Read the imagery literally. When a card appears upside down, look at the image from the reversed perspective. What changes? Coins that were being offered now fall away. Figures who stood upright are now suspended. Water that flowed downward now seems to rise. These visual cues can inform your interpretation in surprisingly intuitive ways.
Common Reversal Misunderstandings
“Reversed always means bad.” This is the most widespread misconception. Many cards have challenging upright meanings, and their reversals can actually signal improvement. The Five of Pentacles upright represents hardship and isolation; reversed, it often indicates recovery, finding help, and turning a corner. The Ten of Swords upright is a card of painful endings; reversed, it can suggest that the worst is behind you and recovery is beginning. Always consider the full meaning before assuming a reversal is negative.
“Reversed cards cancel out upright cards.” A reversed card does not negate another card in the spread. Each position in a spread carries its own meaning, and the cards interact as layers of a story rather than as mathematical operations. The Three of Cups reversed next to the Ace of Pentacles upright is not a cancellation — it is a nuanced picture that might suggest a new financial opportunity (Ace of Pentacles) alongside some strain in friendships or social life (Three of Cups reversed).
“If a card keeps appearing reversed, something is wrong with your deck.” Cards appear reversed because of how the deck was shuffled, not because of any defect in the cards. If you consistently draw the same card reversed, it likely reflects a persistent theme in your life that you have not yet addressed — or it simply reflects your shuffling habits. There is no need to “cleanse” or reset a deck that produces many reversals.
“You must read reversals to be a real tarot reader.” Expertise in tarot is demonstrated by the quality of your readings, not by whether you use reversals. Professional readers who work without reversals are no less skilled than those who incorporate them. Reversals are one tool among many, and choosing not to use them is a legitimate stylistic decision.
Frequently Asked Questions
Do all tarot readers use reversals?
No. The tarot community is genuinely divided on this point, and both approaches have strong advocates. Surveys of professional readers consistently show that roughly half use reversals regularly, while the other half either never use them or use them only occasionally. Some traditions, such as certain Marseille-based reading styles, traditionally do not use reversals. Others, particularly those influenced by modern American and British tarot writing, incorporate them as standard practice. You are free to choose either approach.
Can I switch between using and not using reversals?
Absolutely. Some readers use reversals for certain types of readings (deep personal spreads, for example) but not others (quick daily pulls). Some use reversals during some periods of their practice and not others. There is no requirement for consistency between readings, although consistency within a single reading is important. If you decide to read reversals for a particular spread, read all of them — do not pick and choose card by card within the same reading.

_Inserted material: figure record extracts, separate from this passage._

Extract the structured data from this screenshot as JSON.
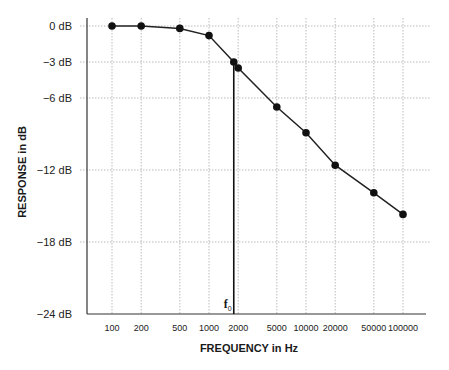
{
  "chart_data": {
    "type": "line",
    "title": "",
    "xlabel": "FREQUENCY in Hz",
    "ylabel": "RESPONSE in dB",
    "x_scale": "log",
    "xlim": [
      100,
      100000
    ],
    "ylim": [
      -24,
      0
    ],
    "grid": true,
    "legend": null,
    "x_ticks": [
      "100",
      "200",
      "500",
      "1000",
      "2000",
      "5000",
      "10000",
      "20000",
      "50000",
      "100000"
    ],
    "y_ticks": [
      "0 dB",
      "−3 dB",
      "−6 dB",
      "−12 dB",
      "−18 dB",
      "−24 dB"
    ],
    "y_tick_values": [
      0,
      -3,
      -6,
      -12,
      -18,
      -24
    ],
    "series": [
      {
        "name": "Response",
        "x": [
          100,
          200,
          500,
          1000,
          1800,
          2000,
          5000,
          10000,
          20000,
          50000,
          100000
        ],
        "values": [
          0,
          0,
          -0.2,
          -0.8,
          -3,
          -3.5,
          -6.75,
          -8.9,
          -11.6,
          -13.9,
          -15.7
        ]
      }
    ],
    "annotations": [
      {
        "text": "f0",
        "label_main": "f",
        "label_sub": "0",
        "x": 1800,
        "y": -3,
        "description": "cutoff frequency marker with vertical line down to x-axis"
      }
    ]
  }
}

What if I pull a reversal and have no idea what it means?
This will happen, especially early in your practice, and it is completely normal. When you draw a reversed card and feel blank, start with the upright meaning and ask yourself: what would it look like if this energy were weakened, blocked, or turned inward? That question will almost always point you toward a reasonable interpretation. You can also consult a reference that includes reversal meanings — many modern tarot guides provide specific reversal interpretations for all 78 cards. Over time, you will need the reference less and your own intuitive sense of reversals will strengthen.
Whichever approach to reversals you develop, recording your interpretations in a tarot journal is the fastest way to build consistency and track how your understanding evolves.